Automate StoryChief publishing: From Markdown to CMS Format
• By Rich Martinez
Streamlining the Workflow: Automating StoryChief Publishing from Markdown
The Problem
Maintaining a blog often feels like double the work. First, you write the content in your favorite editor (markdown, of course), and then you have to manually copy-paste it into a CMS like StoryChief, re-attach images, and re-format everything. I wanted a "zero-touch" workflow where wrapping up a coding session automatically drafts a blog post for me and sends it directly to StoryChief.
The Solution
I developed a Node.js publishing script that bridges the gap between local markdown files and the StoryChief API.
Key Technical Details:
- Refactored to ES Modules: I modernized the script to use
importstatements, making it native to our Astro project. gray-matterIntegration: The script parses YAML frontmatter to extract titles, tags, and SEO metadata automatically.- Markdown-to-HTML Conversion: I integrated the
markedlibrary to transform raw Markdown into HTML, ensuring StoryChief renders headers, lists, and bold text correctly. - Safe by Design: I added a
--dry-runflag to test the payload before sending it to the API, and the script always defaults todraftstatus in StoryChief. - API Version Discovery: through iterative testing, we discovered the correct REST endpoint version is
1.0.
// Example of how we create the story payload
const payload = {
title: title,
content: content,
tags: metadata.tags || [],
status: 'draft', // Always safe!
};
The AI Angle
This session was a classic example of iterative refactoring. I started with an existing CommonJS script and needed to integrate it into a project that defaults to ES Modules ("type": "module"). The AI successfully:
- Identified the
requirevsimportincompatibility. - Refactored the script while maintaining the user's preference for the
.jsextension. - Debugged a missing content formatting issue by implementing on-the-fly HTML conversion.
- Corrected the API version path from
v1to1.0based on live curl feedback. - Integrated the new tool into an existing
.agent/workflows/wrap.mdautomation.
Key Takeaways
- Consistency is King: Mixing CommonJS and ESM can lead to headaches. Pick one and stick to it (or use
.mjsfor clarity). - Automate the "Boring" Stuff: By adding one prompt to our
/wrapworkflow, we've removed the friction of moving content from Git to the CMS. - Dry-Runs Save Lives: Always implement a mock or dry-run mode when working with external APIs.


● **YOUR ASSIGNMENT**: Please output every record exactly, keeping each line as it is.

■ ■ ■ ■ ■

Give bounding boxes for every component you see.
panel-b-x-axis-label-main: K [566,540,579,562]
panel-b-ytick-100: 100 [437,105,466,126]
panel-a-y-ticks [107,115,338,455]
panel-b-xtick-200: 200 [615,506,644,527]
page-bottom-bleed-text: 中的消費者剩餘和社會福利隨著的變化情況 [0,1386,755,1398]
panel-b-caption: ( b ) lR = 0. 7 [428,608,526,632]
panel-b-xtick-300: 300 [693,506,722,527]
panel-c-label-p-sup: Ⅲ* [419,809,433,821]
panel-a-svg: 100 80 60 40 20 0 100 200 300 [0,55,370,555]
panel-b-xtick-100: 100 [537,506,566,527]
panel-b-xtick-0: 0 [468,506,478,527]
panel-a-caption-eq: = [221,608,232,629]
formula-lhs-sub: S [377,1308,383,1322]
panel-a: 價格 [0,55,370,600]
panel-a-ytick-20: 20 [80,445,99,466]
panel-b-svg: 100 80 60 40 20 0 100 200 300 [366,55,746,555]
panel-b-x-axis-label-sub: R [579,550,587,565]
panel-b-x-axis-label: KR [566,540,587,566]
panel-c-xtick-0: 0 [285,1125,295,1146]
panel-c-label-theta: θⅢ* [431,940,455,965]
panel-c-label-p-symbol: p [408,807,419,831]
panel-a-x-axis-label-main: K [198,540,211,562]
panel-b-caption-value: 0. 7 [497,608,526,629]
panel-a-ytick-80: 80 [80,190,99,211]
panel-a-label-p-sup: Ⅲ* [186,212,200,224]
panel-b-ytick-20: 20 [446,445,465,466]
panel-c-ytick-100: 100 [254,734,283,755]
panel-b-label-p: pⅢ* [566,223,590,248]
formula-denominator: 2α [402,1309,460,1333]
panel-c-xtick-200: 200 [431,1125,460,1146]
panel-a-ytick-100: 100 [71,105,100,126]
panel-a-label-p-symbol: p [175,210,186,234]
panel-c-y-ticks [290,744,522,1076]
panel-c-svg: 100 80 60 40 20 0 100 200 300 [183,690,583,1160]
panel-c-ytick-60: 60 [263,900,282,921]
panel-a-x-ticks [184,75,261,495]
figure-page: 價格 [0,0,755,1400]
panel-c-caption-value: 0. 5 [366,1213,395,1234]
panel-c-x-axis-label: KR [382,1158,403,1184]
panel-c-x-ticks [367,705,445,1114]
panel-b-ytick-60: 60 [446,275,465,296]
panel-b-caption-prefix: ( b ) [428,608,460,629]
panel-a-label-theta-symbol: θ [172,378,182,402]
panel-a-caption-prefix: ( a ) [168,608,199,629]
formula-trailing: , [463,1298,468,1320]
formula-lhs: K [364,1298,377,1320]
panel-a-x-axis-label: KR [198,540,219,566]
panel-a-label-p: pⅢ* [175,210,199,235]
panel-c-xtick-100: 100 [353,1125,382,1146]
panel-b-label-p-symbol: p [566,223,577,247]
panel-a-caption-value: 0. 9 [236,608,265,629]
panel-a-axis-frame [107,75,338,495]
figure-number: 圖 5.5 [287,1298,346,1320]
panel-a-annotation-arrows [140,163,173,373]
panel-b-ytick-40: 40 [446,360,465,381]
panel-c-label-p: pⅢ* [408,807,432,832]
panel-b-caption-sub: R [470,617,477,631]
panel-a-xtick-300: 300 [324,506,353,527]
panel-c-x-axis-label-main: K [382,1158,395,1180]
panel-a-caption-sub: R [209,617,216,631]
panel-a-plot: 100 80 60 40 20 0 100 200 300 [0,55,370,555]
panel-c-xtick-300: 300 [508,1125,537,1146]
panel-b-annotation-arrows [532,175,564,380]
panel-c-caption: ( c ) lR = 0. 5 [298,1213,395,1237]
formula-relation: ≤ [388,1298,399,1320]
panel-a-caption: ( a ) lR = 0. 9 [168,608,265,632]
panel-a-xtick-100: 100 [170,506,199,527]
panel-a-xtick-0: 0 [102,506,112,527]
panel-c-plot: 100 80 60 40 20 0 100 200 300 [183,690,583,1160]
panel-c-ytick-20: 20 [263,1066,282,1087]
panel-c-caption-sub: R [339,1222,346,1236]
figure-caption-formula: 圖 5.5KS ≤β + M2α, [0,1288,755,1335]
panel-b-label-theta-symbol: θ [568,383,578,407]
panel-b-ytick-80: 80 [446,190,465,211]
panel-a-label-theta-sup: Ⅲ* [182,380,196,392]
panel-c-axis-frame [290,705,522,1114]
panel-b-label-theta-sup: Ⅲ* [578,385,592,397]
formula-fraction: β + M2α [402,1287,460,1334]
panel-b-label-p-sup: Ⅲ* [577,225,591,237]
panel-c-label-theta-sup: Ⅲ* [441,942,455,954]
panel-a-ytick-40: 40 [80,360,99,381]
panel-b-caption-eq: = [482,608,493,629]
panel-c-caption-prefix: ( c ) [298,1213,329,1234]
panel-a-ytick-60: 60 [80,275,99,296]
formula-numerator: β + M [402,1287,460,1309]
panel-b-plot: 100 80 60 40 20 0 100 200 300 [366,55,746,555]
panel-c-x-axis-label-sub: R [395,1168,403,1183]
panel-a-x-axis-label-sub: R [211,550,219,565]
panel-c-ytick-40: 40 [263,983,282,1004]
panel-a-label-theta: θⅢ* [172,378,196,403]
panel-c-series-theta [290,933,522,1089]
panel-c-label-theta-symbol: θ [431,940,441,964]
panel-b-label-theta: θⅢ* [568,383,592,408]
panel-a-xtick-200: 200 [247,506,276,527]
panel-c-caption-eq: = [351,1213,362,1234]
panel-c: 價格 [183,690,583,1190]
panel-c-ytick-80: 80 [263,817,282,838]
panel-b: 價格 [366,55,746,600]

■ ■ ■ ■ ■

● **RESPONSE AREA**:
Give bounding boxes for every component you see.
panel-b-x-axis-label-main: K [566,540,579,562]
panel-b-ytick-100: 100 [437,105,466,126]
panel-a-y-ticks [107,115,338,455]
panel-b-xtick-200: 200 [615,506,644,527]
page-bottom-bleed-text: 中的消費者剩餘和社會福利隨著的變化情況 [0,1386,755,1398]
panel-b-caption: ( b ) lR = 0. 7 [428,608,526,632]
panel-b-xtick-300: 300 [693,506,722,527]
panel-c-label-p-sup: Ⅲ* [419,809,433,821]
panel-a-svg: 100 80 60 40 20 0 100 200 300 [0,55,370,555]
panel-b-xtick-100: 100 [537,506,566,527]
panel-b-xtick-0: 0 [468,506,478,527]
panel-a-caption-eq: = [221,608,232,629]
formula-lhs-sub: S [377,1308,383,1322]
panel-a: 價格 [0,55,370,600]
panel-a-ytick-20: 20 [80,445,99,466]
panel-b-svg: 100 80 60 40 20 0 100 200 300 [366,55,746,555]
panel-b-x-axis-label-sub: R [579,550,587,565]
panel-b-x-axis-label: KR [566,540,587,566]
panel-c-xtick-0: 0 [285,1125,295,1146]
panel-c-label-theta: θⅢ* [431,940,455,965]
panel-c-label-p-symbol: p [408,807,419,831]
panel-a-x-axis-label-main: K [198,540,211,562]
panel-b-caption-value: 0. 7 [497,608,526,629]
panel-a-ytick-80: 80 [80,190,99,211]
panel-a-label-p-sup: Ⅲ* [186,212,200,224]
panel-b-ytick-20: 20 [446,445,465,466]
panel-c-ytick-100: 100 [254,734,283,755]
panel-b-label-p: pⅢ* [566,223,590,248]
formula-denominator: 2α [402,1309,460,1333]
panel-c-xtick-200: 200 [431,1125,460,1146]
panel-a-ytick-100: 100 [71,105,100,126]
panel-a-label-p-symbol: p [175,210,186,234]
panel-c-y-ticks [290,744,522,1076]
panel-c-svg: 100 80 60 40 20 0 100 200 300 [183,690,583,1160]
panel-c-ytick-60: 60 [263,900,282,921]
panel-a-x-ticks [184,75,261,495]
figure-page: 價格 [0,0,755,1400]
panel-c-caption-value: 0. 5 [366,1213,395,1234]
panel-c-x-axis-label: KR [382,1158,403,1184]
panel-c-x-ticks [367,705,445,1114]
panel-b-ytick-60: 60 [446,275,465,296]
panel-b-caption-prefix: ( b ) [428,608,460,629]
panel-a-label-theta-symbol: θ [172,378,182,402]
panel-a-caption-prefix: ( a ) [168,608,199,629]
formula-trailing: , [463,1298,468,1320]
formula-lhs: K [364,1298,377,1320]
panel-a-x-axis-label: KR [198,540,219,566]
panel-a-label-p: pⅢ* [175,210,199,235]
panel-c-xtick-100: 100 [353,1125,382,1146]
panel-b-label-p-symbol: p [566,223,577,247]
panel-a-caption-value: 0. 9 [236,608,265,629]
panel-a-axis-frame [107,75,338,495]
figure-number: 圖 5.5 [287,1298,346,1320]
panel-a-annotation-arrows [140,163,173,373]
panel-b-ytick-40: 40 [446,360,465,381]
panel-c-label-p: pⅢ* [408,807,432,832]
panel-b-caption-sub: R [470,617,477,631]
panel-a-xtick-300: 300 [324,506,353,527]
panel-c-x-axis-label-main: K [382,1158,395,1180]
panel-a-caption-sub: R [209,617,216,631]
panel-a-plot: 100 80 60 40 20 0 100 200 300 [0,55,370,555]
panel-c-xtick-300: 300 [508,1125,537,1146]
panel-b-annotation-arrows [532,175,564,380]
panel-c-caption: ( c ) lR = 0. 5 [298,1213,395,1237]
formula-relation: ≤ [388,1298,399,1320]
panel-a-caption: ( a ) lR = 0. 9 [168,608,265,632]
panel-a-xtick-100: 100 [170,506,199,527]
panel-a-xtick-0: 0 [102,506,112,527]
panel-c-plot: 100 80 60 40 20 0 100 200 300 [183,690,583,1160]
panel-c-ytick-20: 20 [263,1066,282,1087]
panel-c-caption-sub: R [339,1222,346,1236]
figure-caption-formula: 圖 5.5KS ≤β + M2α, [0,1288,755,1335]
panel-b-label-theta-symbol: θ [568,383,578,407]
panel-b-ytick-80: 80 [446,190,465,211]
panel-a-label-theta-sup: Ⅲ* [182,380,196,392]
panel-c-axis-frame [290,705,522,1114]
panel-b-label-theta-sup: Ⅲ* [578,385,592,397]
formula-fraction: β + M2α [402,1287,460,1334]
panel-b-label-p-sup: Ⅲ* [577,225,591,237]
panel-c-label-theta-sup: Ⅲ* [441,942,455,954]
panel-a-ytick-40: 40 [80,360,99,381]
panel-b-caption-eq: = [482,608,493,629]
panel-c-caption-prefix: ( c ) [298,1213,329,1234]
panel-a-ytick-60: 60 [80,275,99,296]
formula-numerator: β + M [402,1287,460,1309]
panel-b-plot: 100 80 60 40 20 0 100 200 300 [366,55,746,555]
panel-c-x-axis-label-sub: R [395,1168,403,1183]
panel-a-x-axis-label-sub: R [211,550,219,565]
panel-c-ytick-40: 40 [263,983,282,1004]
panel-a-label-theta: θⅢ* [172,378,196,403]
panel-c-series-theta [290,933,522,1089]
panel-c-label-theta-symbol: θ [431,940,441,964]
panel-b-label-theta: θⅢ* [568,383,592,408]
panel-a-xtick-200: 200 [247,506,276,527]
panel-c-caption-eq: = [351,1213,362,1234]
panel-c: 價格 [183,690,583,1190]
panel-c-ytick-80: 80 [263,817,282,838]
panel-b: 價格 [366,55,746,600]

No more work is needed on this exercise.